The restoration of national pride that was staged in 1964 involved the deliberate rehabilitation of classical national symbols, especially the tennō himself (the emperor), the hinomaru (or Rising Sun) flag, the kimigayo (“His Majesty‘s Reign”) anthem, and the army. The method of their revival was to free them of their wartime associations and present them instead as symbols of peace. This was made possible by embedding them in the Olympic Games’ own narrative and by introducing new national symbols.

The power of the red-circle-on-white symbol was felt in Okinawa, a part of Japan that had been placed under American military control after the war and was still a US territory in the 1960s. The American government routinely denied requests by schools for example, to fly the hinomaru flag.

My Kamekura Yusaku original 1964 Poster 2

And yet, there was, apparently support by the Japanese public for an eventual return of the Okinawan islands to Japan. And since he Okinawa Athletic Association, was recognized as a part of the japan Athletic Association, the Torch Relay Special Committee that the torch relay should take place in all Japanese prefectures, even former ones like Okinawa., according to Shimizu. In fact, they made Okinawa the landing place for the Olympic flame after it completed its Southeast and East Asia journey.

When the Olympic flame arrived in a plane at Naha Airport in Okinawa from Taipei, the headlines claimed that the torch had arrived in Japan.

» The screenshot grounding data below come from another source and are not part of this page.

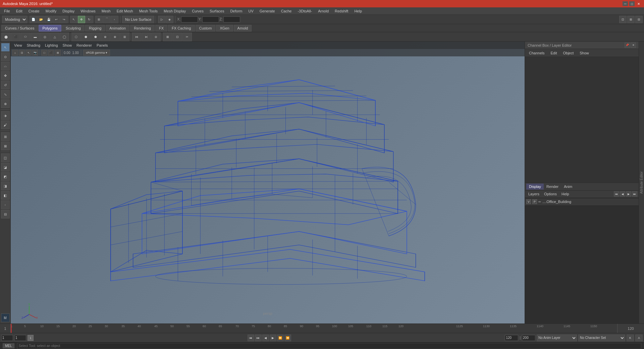 The width and height of the screenshot is (644, 349). Describe the element at coordinates (89, 19) in the screenshot. I see `rotate-btn: ↻` at that location.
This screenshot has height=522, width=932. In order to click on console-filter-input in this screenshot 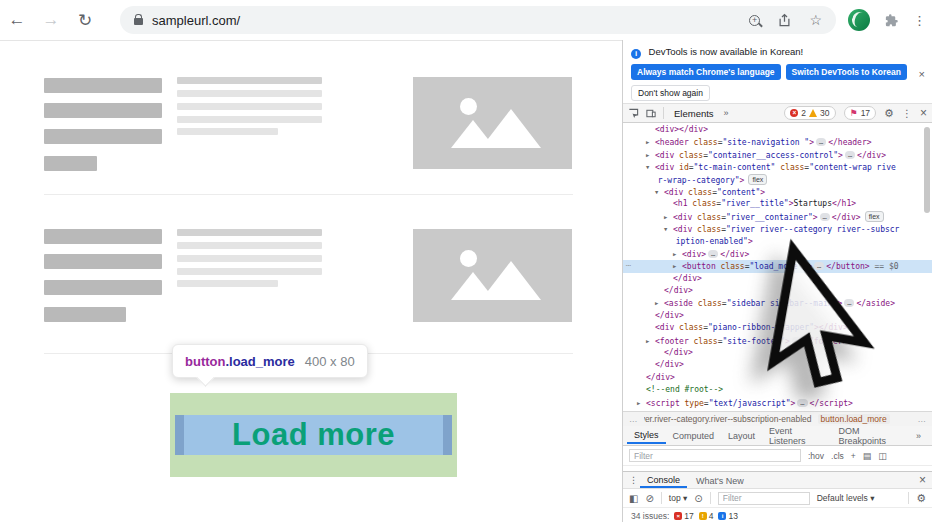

Thousands of torch bearers had signed up to carry the torch for five days in Okinawa, and all of the torch bearers in Okinawa and throughout Japan would be wearing Kamekura’s design on their white tank-top shirt.

In addition, when the first runner pulled into Ounoyama Athletic Stadium after securing the flame at Naha Airport, 40,000 spectators were there to cheer him on, witness the lighting of an Olympic cauldron, the hoisting of the Hinomaru flag, and the playing of the national anthem, Kimigayo.

It would take another 8 years before Okinawa was returned to Japan by the United States, but in 1964, it appears, that thanks to the power of the Tokyo Olympics, and perhaps Kamekura’s famous first poster, the hinomaru flag and Kimigayo had been returned to Japan amidst the golden glow of the Olympics.